“Dear me, no. Most natural. Charmingly high-spirited of you.”

“Well,” said Laura a little dryly, “it’s rather lucky you like me, isn’t it? Considering we’ve got to get married apparently.”

“Laura,” said Mr. Priestley, ceasing to beam, “I—I suppose you don’t happen to—well, to like me a little bit, too, do you?”

Feminine emotion is a delicate instrument, and no one can expect to play on a delicate instrument without practice. To Mr. Priestley’s consternation Laura burst into unexpected tears, tore herself from his arms, and ran from the room, crying out as she did so: “Good Heavens, I—I’m marrying you, aren’t I? What more do you want?”

Mr. Priestley stared after her as if imagining his eyes to be magnets and able to draw her back again. Finding they did not work in this way, he hurried after her. Her bedroom door was locked and Mr. Priestley, whispering urgently outside that he had something most important to tell her that would alter everything and wouldn’t she please come back and hear it, met with nothing but pointed, if tearful requests to go away. Looking round after three minutes’ fruitless work, he caught Barker’s disapproving but interested eye on him from the kitchen door. Barker’s eye succeeded where Laura’s entreaties had failed. Mr. Priestley went away, his urgent news untold.

Seventeen times during the course of the evening did he return to whisper at Laura’s door, seventeen times he retired baffled. Only once did Laura open it, and that was to pull in a loaded dinner-tray which Barker, surmising madly, had placed on the floor outside.

Mr. Priestley spent a miserable evening. Later on he went, in the deepest dejection, to bed.

But not to sleep. And as he turned restlessly from side to side and the thought of never seeing Laura again, after he had once told her the truth, grew more and more unbearable. Temptation came to Matthew Priestley. He struggled with it; he struggled with it manfully for a very long time (until four minutes past three, to be utterly accurate); and then Temptation, as it usually does, won. He would marry Laura to-morrow, as Cynthia had suggested. He would make sure of her first, and let the future look after itself. Oh, base Mr. Priestley!

Breakfast (which he took alone) found him confirmed in his turpitude. As he poured out his own coffee he knew he could not do without Laura and was going to stick at nothing to get her; as he passed himself the marmalade he told himself that all was fair in love and war; as he gazed at the unoccupied place beside him he tried, half-heartedly, to mitigate his villainy with the reflection that even marriage is not irrevocable; if Laura objected too strenuously, she could remain a wife in name only until the divorce was through. As he poured out his second cup of coffee he knew that he had not the faintest intention of letting Laura remain a wife in name only, and didn’t care a rap how base he was.

Pat Doyle would have been delighted. Mr. Priestley’s days of turniphood were done with forever. It was no snail who folded up Mr. Priestley’s napkin and banged it down on the table with a thud that made the crockery jump.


• **THE TASK**: Reproduce the records below in full and exactly, without their images.

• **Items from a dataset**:
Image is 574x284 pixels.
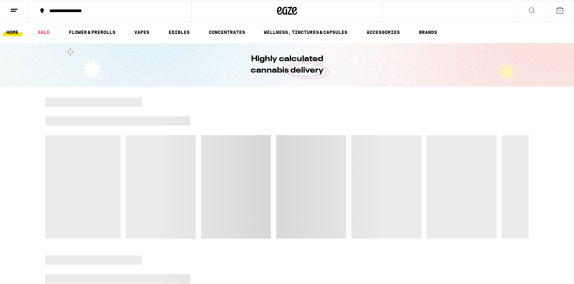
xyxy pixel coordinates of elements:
[206,28,249,36] a: CONCENTRATES
[416,28,441,36] button: BRANDS
[3,28,22,36] a: HOME
[66,28,119,36] a: FLOWER & PREROLLS
[232,53,343,76] h1: Highly calculated cannabis delivery
[34,28,53,36] a: SALE
[131,28,153,36] a: VAPES
[363,28,403,36] a: ACCESSORIES
[165,28,193,36] a: EDIBLES
[261,28,351,36] a: WELLNESS, TINCTURES & CAPSULES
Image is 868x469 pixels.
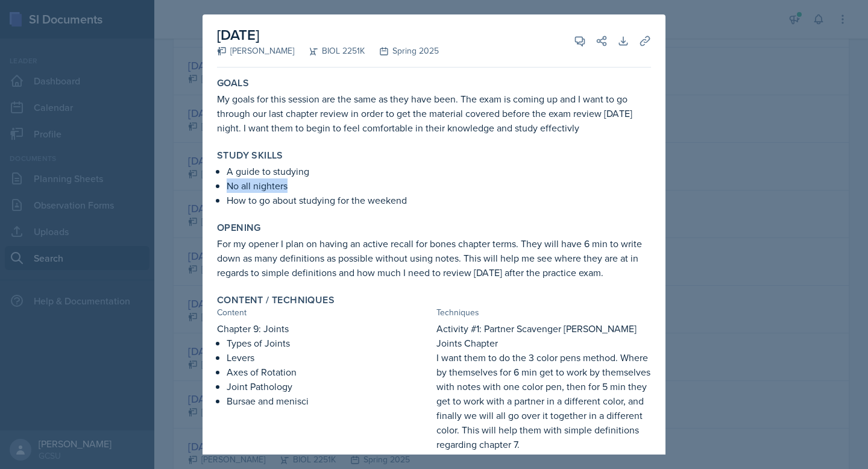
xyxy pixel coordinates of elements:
p: How to go about studying for the weekend [227,192,650,207]
label: Goals [217,77,249,89]
label: Opening [217,222,261,234]
p: Activity #1: Partner Scavenger [PERSON_NAME] Joints Chapter [436,322,650,351]
p: I want them to do the 3 color pens method. Where by themselves for 6 min get to work by themselve... [436,351,650,452]
div: Spring 2025 [365,44,439,57]
div: BIOL 2251K [294,44,365,57]
label: Content / Techniques [217,295,334,306]
div: Content [217,306,432,319]
p: Types of Joints [227,336,432,351]
p: For my opener I plan on having an active recall for bones chapter terms. They will have 6 min to ... [217,237,650,280]
p: My goals for this session are the same as they have been. The exam is coming up and I want to go ... [217,91,650,135]
p: A guide to studying [227,164,650,178]
p: No all nighters [227,178,650,192]
p: Chapter 9: Joints [217,322,432,336]
p: Axes of Rotation [227,365,432,380]
p: Levers [227,351,432,365]
div: Techniques [436,306,650,319]
p: Joint Pathology [227,380,432,394]
label: Study Skills [217,149,284,162]
div: [PERSON_NAME] [217,44,294,57]
h2: [DATE] [217,24,439,46]
p: Bursae and menisci [227,394,432,408]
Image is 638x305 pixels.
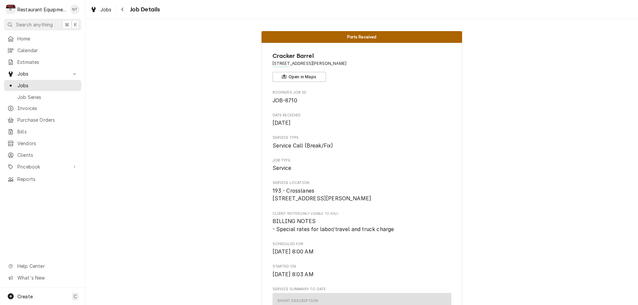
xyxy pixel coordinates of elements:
[17,175,78,183] span: Reports
[74,293,77,300] span: C
[17,262,77,269] span: Help Center
[128,5,160,14] span: Job Details
[17,140,78,147] span: Vendors
[4,92,81,103] a: Job Series
[272,135,451,149] div: Service Type
[6,5,15,14] div: Restaurant Equipment Diagnostics's Avatar
[272,164,451,172] span: Job Type
[4,138,81,149] a: Vendors
[74,21,77,28] span: K
[272,180,451,186] span: Service Location
[272,72,326,82] button: Open in Maps
[272,264,451,269] span: Started On
[272,217,451,233] span: [object Object]
[272,271,314,277] span: [DATE] 8:03 AM
[100,6,112,13] span: Jobs
[272,61,451,67] span: Address
[272,135,451,140] span: Service Type
[17,163,68,170] span: Pricebook
[17,151,78,158] span: Clients
[272,90,451,104] div: Roopairs Job ID
[272,142,451,150] span: Service Type
[17,58,78,66] span: Estimates
[4,45,81,56] a: Calendar
[17,293,33,299] span: Create
[4,114,81,125] a: Purchase Orders
[272,218,394,232] span: BILLING NOTES - Special rates for labor/travel and truck charge
[6,5,15,14] div: R
[272,241,451,247] span: Scheduled For
[261,31,462,43] div: Status
[17,70,68,77] span: Jobs
[4,80,81,91] a: Jobs
[4,149,81,160] a: Clients
[4,272,81,283] a: Go to What's New
[4,103,81,114] a: Invoices
[272,113,451,127] div: Date Received
[272,90,451,95] span: Roopairs Job ID
[4,173,81,185] a: Reports
[300,212,338,215] span: (Only Visible to You)
[272,248,451,256] span: Scheduled For
[272,97,297,104] span: JOB-8710
[272,51,451,82] div: Client Information
[17,6,67,13] div: Restaurant Equipment Diagnostics
[272,264,451,278] div: Started On
[272,188,371,202] span: 193 - Crosslanes [STREET_ADDRESS][PERSON_NAME]
[272,248,314,255] span: [DATE] 8:00 AM
[70,5,80,14] div: Nick Tussey's Avatar
[277,298,318,304] div: Short Description
[4,33,81,44] a: Home
[347,35,376,39] span: Parts Received
[70,5,80,14] div: NT
[272,158,451,163] span: Job Type
[4,260,81,271] a: Go to Help Center
[272,97,451,105] span: Roopairs Job ID
[272,113,451,118] span: Date Received
[17,35,78,42] span: Home
[272,119,451,127] span: Date Received
[17,47,78,54] span: Calendar
[272,165,291,171] span: Service
[272,241,451,256] div: Scheduled For
[65,21,69,28] span: ⌘
[272,51,451,61] span: Name
[88,4,114,15] a: Jobs
[17,105,78,112] span: Invoices
[272,180,451,203] div: Service Location
[272,286,451,292] span: Service Summary To Date
[17,94,78,101] span: Job Series
[4,68,81,79] a: Go to Jobs
[272,142,333,149] span: Service Call (Break/Fix)
[17,274,77,281] span: What's New
[17,82,78,89] span: Jobs
[272,211,451,233] div: [object Object]
[272,270,451,278] span: Started On
[272,187,451,203] span: Service Location
[4,161,81,172] a: Go to Pricebook
[4,56,81,68] a: Estimates
[117,4,128,15] button: Navigate back
[272,158,451,172] div: Job Type
[17,128,78,135] span: Bills
[4,126,81,137] a: Bills
[4,19,81,30] button: Search anything⌘K
[272,211,451,216] span: Client Notes
[17,116,78,123] span: Purchase Orders
[16,21,53,28] span: Search anything
[272,120,291,126] span: [DATE]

• **ANSWER SECTION**:
Image is 574x284 pixels.
xyxy pixel coordinates of elements:
[206,28,249,36] a: CONCENTRATES
[416,28,441,36] button: BRANDS
[3,28,22,36] a: HOME
[66,28,119,36] a: FLOWER & PREROLLS
[232,53,343,76] h1: Highly calculated cannabis delivery
[34,28,53,36] a: SALE
[131,28,153,36] a: VAPES
[363,28,403,36] a: ACCESSORIES
[165,28,193,36] a: EDIBLES
[261,28,351,36] a: WELLNESS, TINCTURES & CAPSULES
Image is 868x469 pixels.
xyxy pixel coordinates of elements:
p: How to go about studying for the weekend [227,192,650,207]
label: Goals [217,77,249,89]
label: Opening [217,222,261,234]
p: Activity #1: Partner Scavenger [PERSON_NAME] Joints Chapter [436,322,650,351]
p: I want them to do the 3 color pens method. Where by themselves for 6 min get to work by themselve... [436,351,650,452]
div: Spring 2025 [365,44,439,57]
div: BIOL 2251K [294,44,365,57]
label: Content / Techniques [217,295,334,306]
div: Content [217,306,432,319]
p: Types of Joints [227,336,432,351]
p: For my opener I plan on having an active recall for bones chapter terms. They will have 6 min to ... [217,237,650,280]
p: My goals for this session are the same as they have been. The exam is coming up and I want to go ... [217,91,650,135]
p: A guide to studying [227,164,650,178]
p: No all nighters [227,178,650,192]
p: Chapter 9: Joints [217,322,432,336]
p: Axes of Rotation [227,365,432,380]
p: Levers [227,351,432,365]
div: Techniques [436,306,650,319]
p: Joint Pathology [227,380,432,394]
label: Study Skills [217,149,284,162]
div: [PERSON_NAME] [217,44,294,57]
h2: [DATE] [217,24,439,46]
p: Bursae and menisci [227,394,432,408]
Image is 638x305 pixels.
xyxy pixel coordinates of elements:
[17,175,78,183] span: Reports
[74,293,77,300] span: C
[17,262,77,269] span: Help Center
[128,5,160,14] span: Job Details
[17,140,78,147] span: Vendors
[4,92,81,103] a: Job Series
[272,135,451,149] div: Service Type
[6,5,15,14] div: Restaurant Equipment Diagnostics's Avatar
[272,164,451,172] span: Job Type
[4,138,81,149] a: Vendors
[74,21,77,28] span: K
[272,180,451,186] span: Service Location
[272,72,326,82] button: Open in Maps
[272,264,451,269] span: Started On
[272,217,451,233] span: [object Object]
[272,271,314,277] span: [DATE] 8:03 AM
[100,6,112,13] span: Jobs
[272,61,451,67] span: Address
[272,135,451,140] span: Service Type
[17,163,68,170] span: Pricebook
[17,151,78,158] span: Clients
[272,90,451,104] div: Roopairs Job ID
[272,142,451,150] span: Service Type
[17,58,78,66] span: Estimates
[4,45,81,56] a: Calendar
[17,293,33,299] span: Create
[4,114,81,125] a: Purchase Orders
[272,218,394,232] span: BILLING NOTES - Special rates for labor/travel and truck charge
[6,5,15,14] div: R
[272,241,451,247] span: Scheduled For
[261,31,462,43] div: Status
[17,70,68,77] span: Jobs
[4,80,81,91] a: Jobs
[4,149,81,160] a: Clients
[4,272,81,283] a: Go to What's New
[4,103,81,114] a: Invoices
[272,113,451,127] div: Date Received
[272,90,451,95] span: Roopairs Job ID
[4,173,81,185] a: Reports
[300,212,338,215] span: (Only Visible to You)
[272,248,451,256] span: Scheduled For
[272,97,297,104] span: JOB-8710
[272,51,451,82] div: Client Information
[17,6,67,13] div: Restaurant Equipment Diagnostics
[272,264,451,278] div: Started On
[272,188,371,202] span: 193 - Crosslanes [STREET_ADDRESS][PERSON_NAME]
[272,248,314,255] span: [DATE] 8:00 AM
[70,5,80,14] div: Nick Tussey's Avatar
[277,298,318,304] div: Short Description
[4,33,81,44] a: Home
[347,35,376,39] span: Parts Received
[70,5,80,14] div: NT
[272,158,451,163] span: Job Type
[4,260,81,271] a: Go to Help Center
[272,97,451,105] span: Roopairs Job ID
[272,113,451,118] span: Date Received
[17,35,78,42] span: Home
[272,119,451,127] span: Date Received
[17,47,78,54] span: Calendar
[272,165,291,171] span: Service
[272,241,451,256] div: Scheduled For
[65,21,69,28] span: ⌘
[272,51,451,61] span: Name
[88,4,114,15] a: Jobs
[17,105,78,112] span: Invoices
[272,180,451,203] div: Service Location
[272,286,451,292] span: Service Summary To Date
[17,94,78,101] span: Job Series
[4,68,81,79] a: Go to Jobs
[272,142,333,149] span: Service Call (Break/Fix)
[17,274,77,281] span: What's New
[17,82,78,89] span: Jobs
[272,211,451,233] div: [object Object]
[272,270,451,278] span: Started On
[272,187,451,203] span: Service Location
[4,161,81,172] a: Go to Pricebook
[4,56,81,68] a: Estimates
[117,4,128,15] button: Navigate back
[272,158,451,172] div: Job Type
[17,128,78,135] span: Bills
[4,126,81,137] a: Bills
[4,19,81,30] button: Search anything⌘K
[272,211,451,216] span: Client Notes
[17,116,78,123] span: Purchase Orders
[16,21,53,28] span: Search anything
[272,120,291,126] span: [DATE]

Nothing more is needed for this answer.